Task instructions
Your answer is to be the exact text of the lines from the one containing "Find the location" through the final line of the entries, restated in full, with pictures omitted.

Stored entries
===============

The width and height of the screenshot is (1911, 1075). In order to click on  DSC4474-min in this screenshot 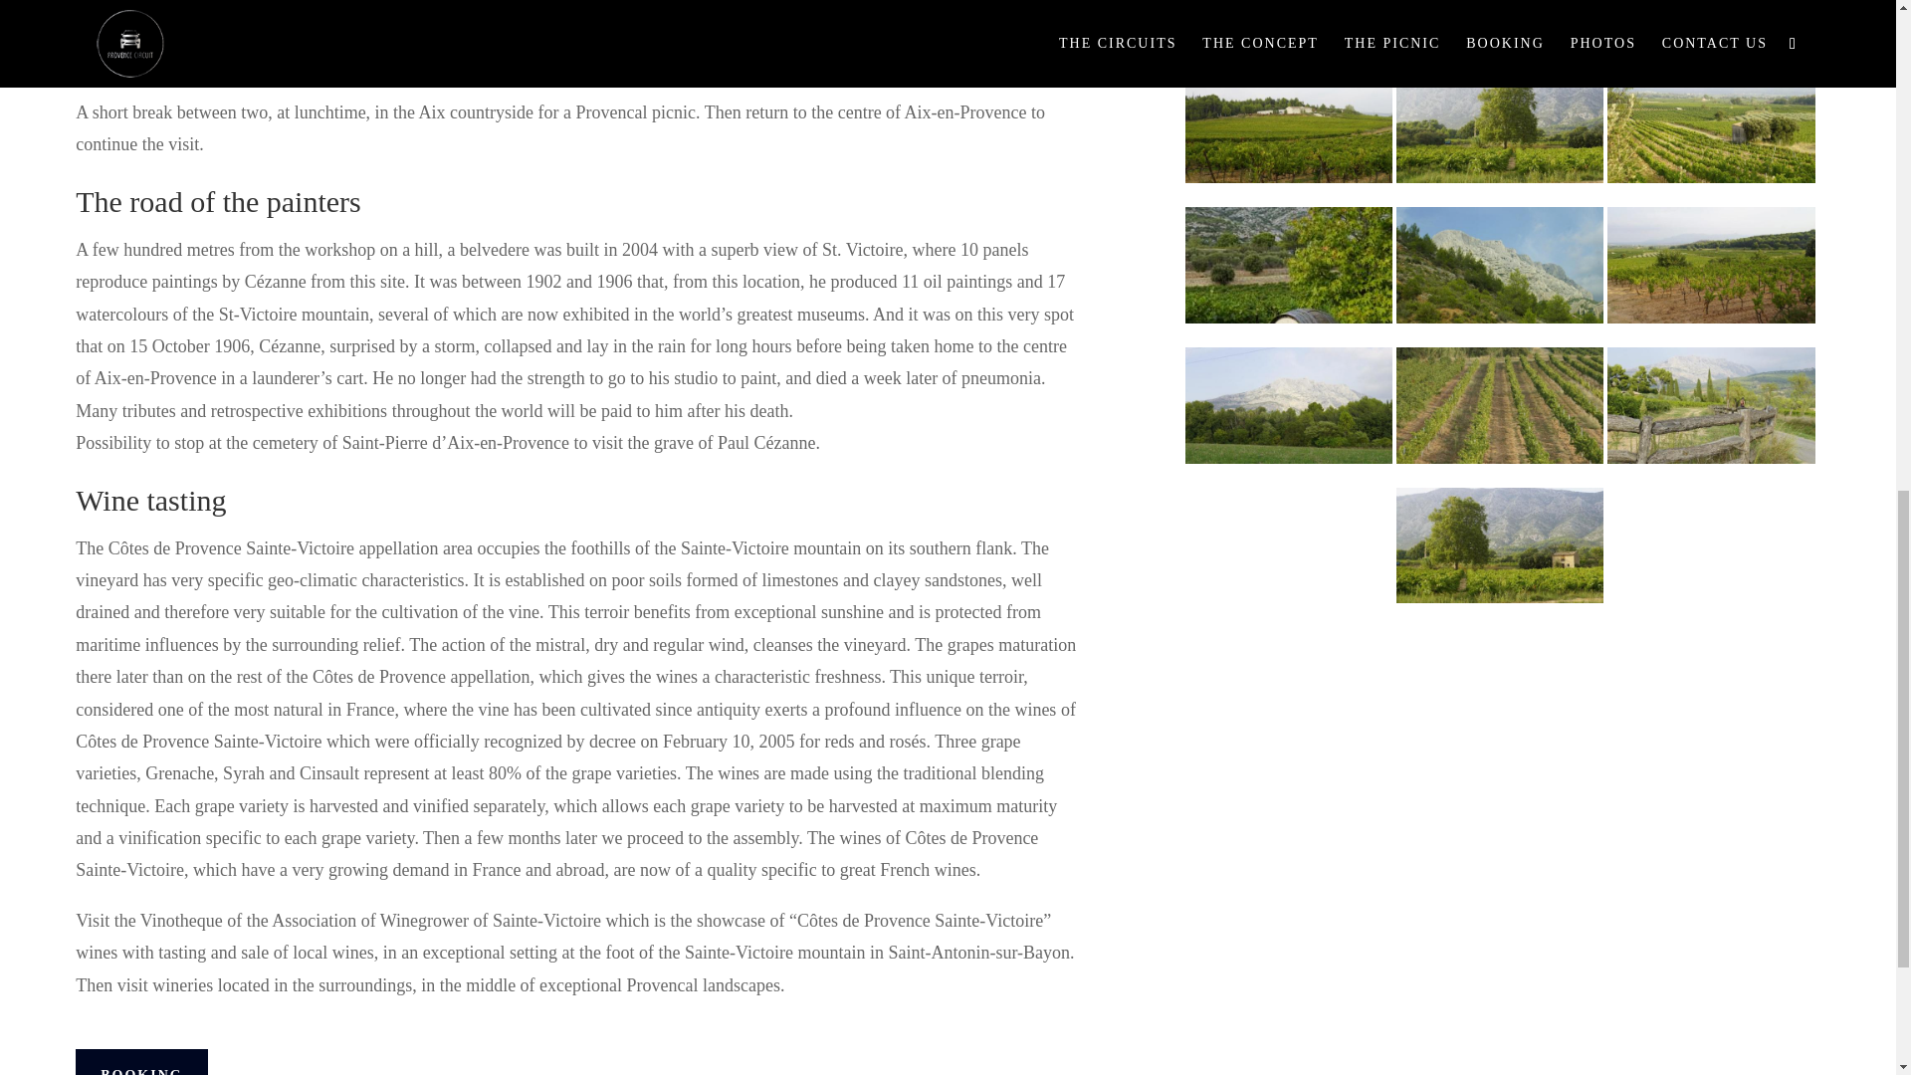, I will do `click(1499, 124)`.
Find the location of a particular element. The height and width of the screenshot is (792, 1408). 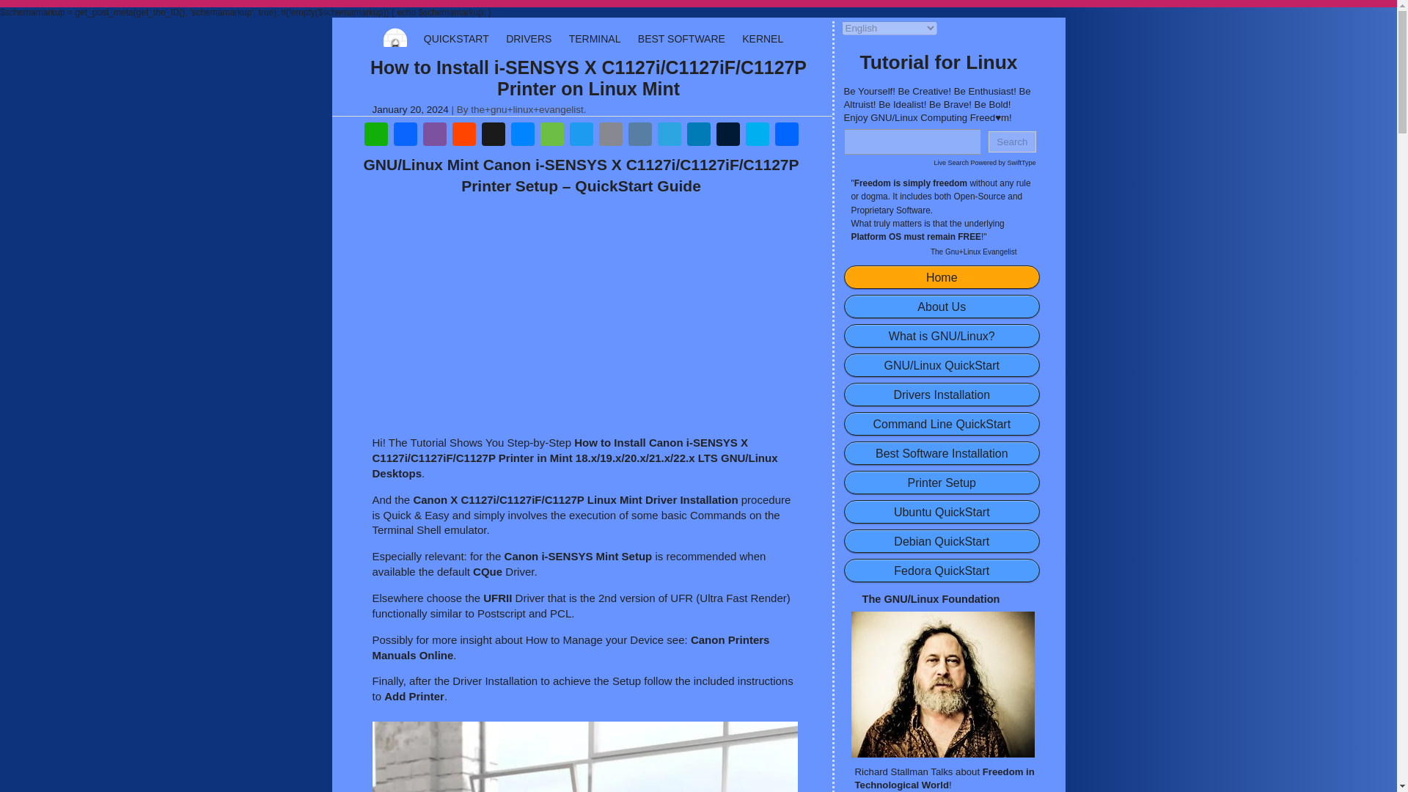

Messenger is located at coordinates (521, 136).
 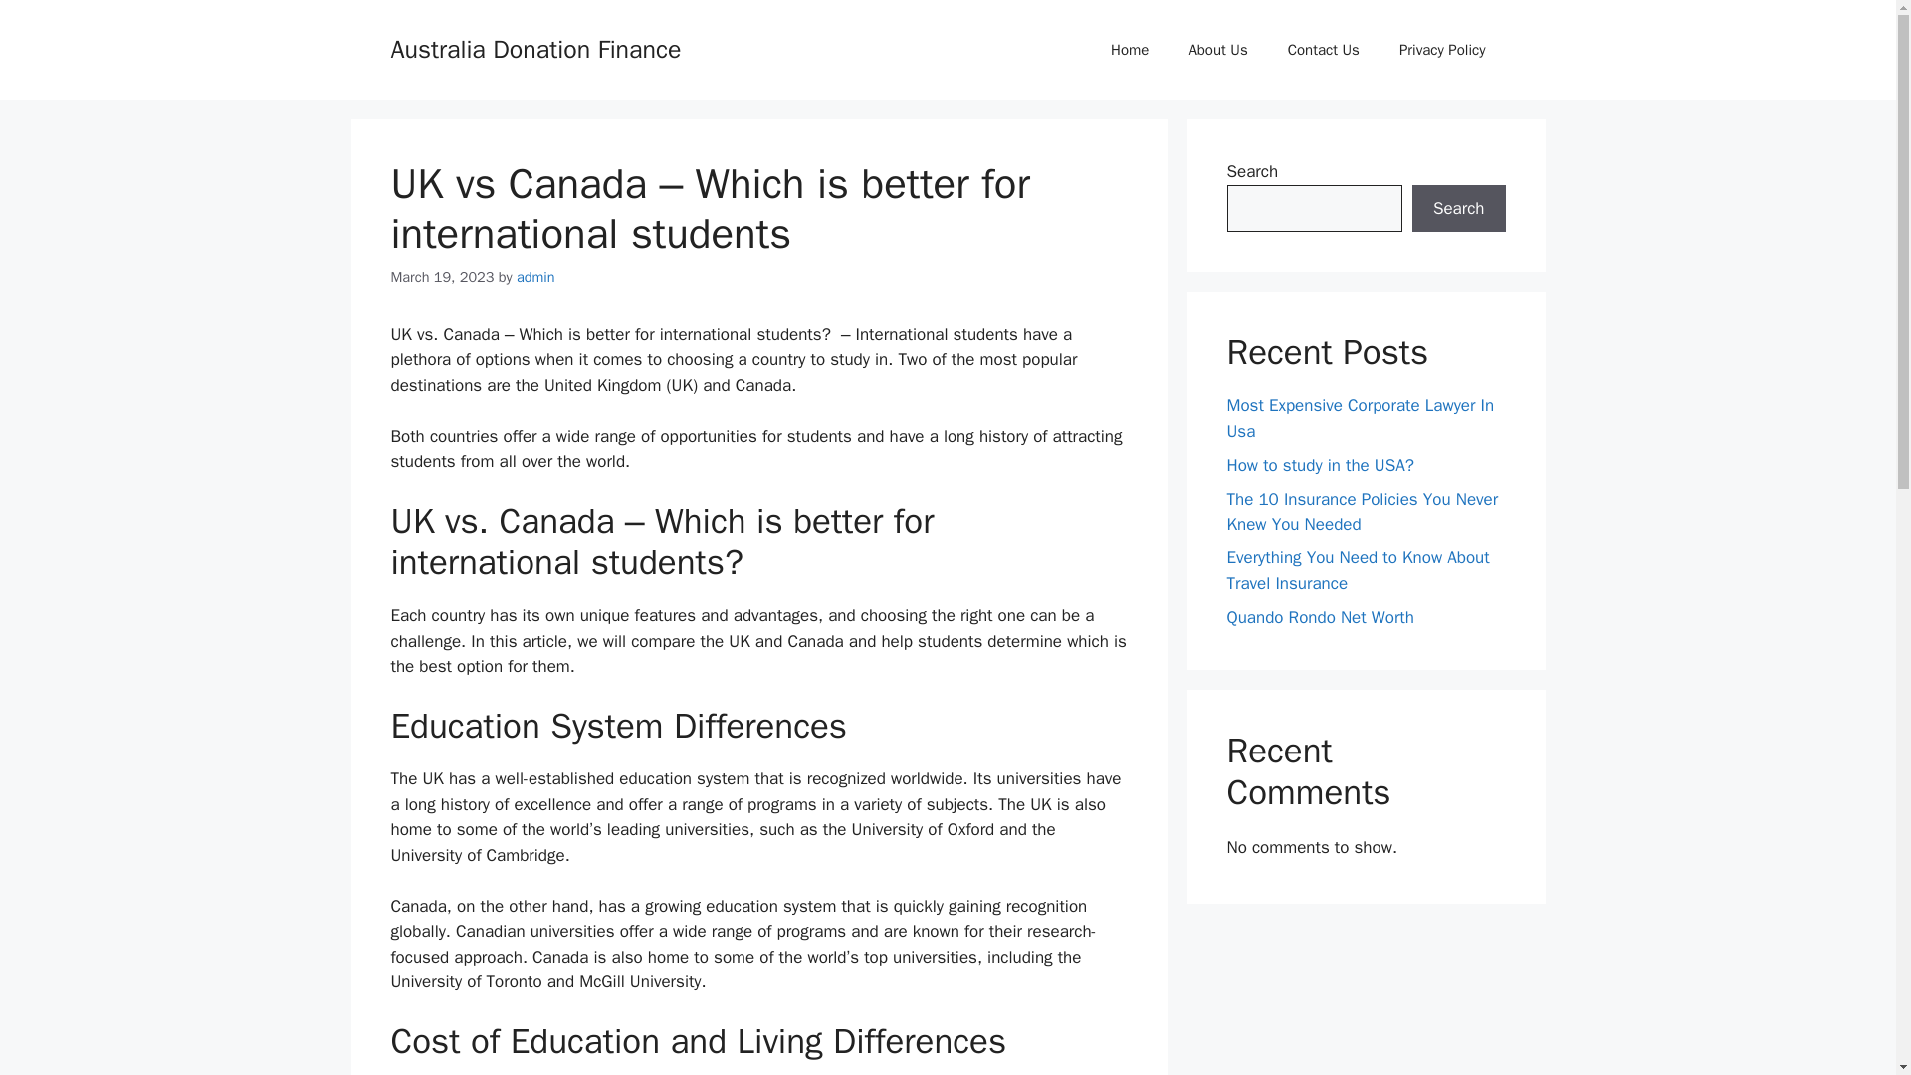 What do you see at coordinates (1323, 617) in the screenshot?
I see `Quando Rondo Net Worth ` at bounding box center [1323, 617].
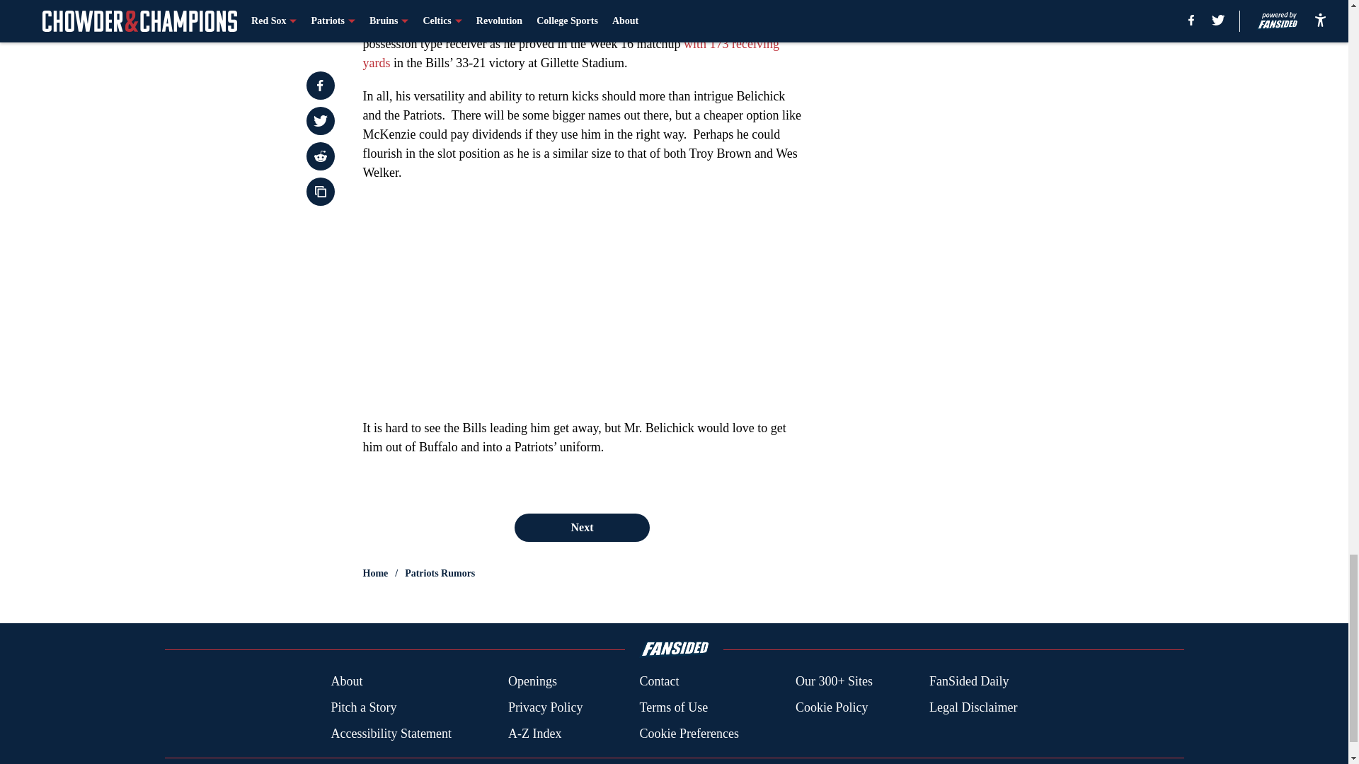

===============

Solution
Find the location of a particular element. The height and width of the screenshot is (792, 1408). 

Messenger is located at coordinates (521, 136).
  What do you see at coordinates (1323, 617) in the screenshot?
I see `Quando Rondo Net Worth ` at bounding box center [1323, 617].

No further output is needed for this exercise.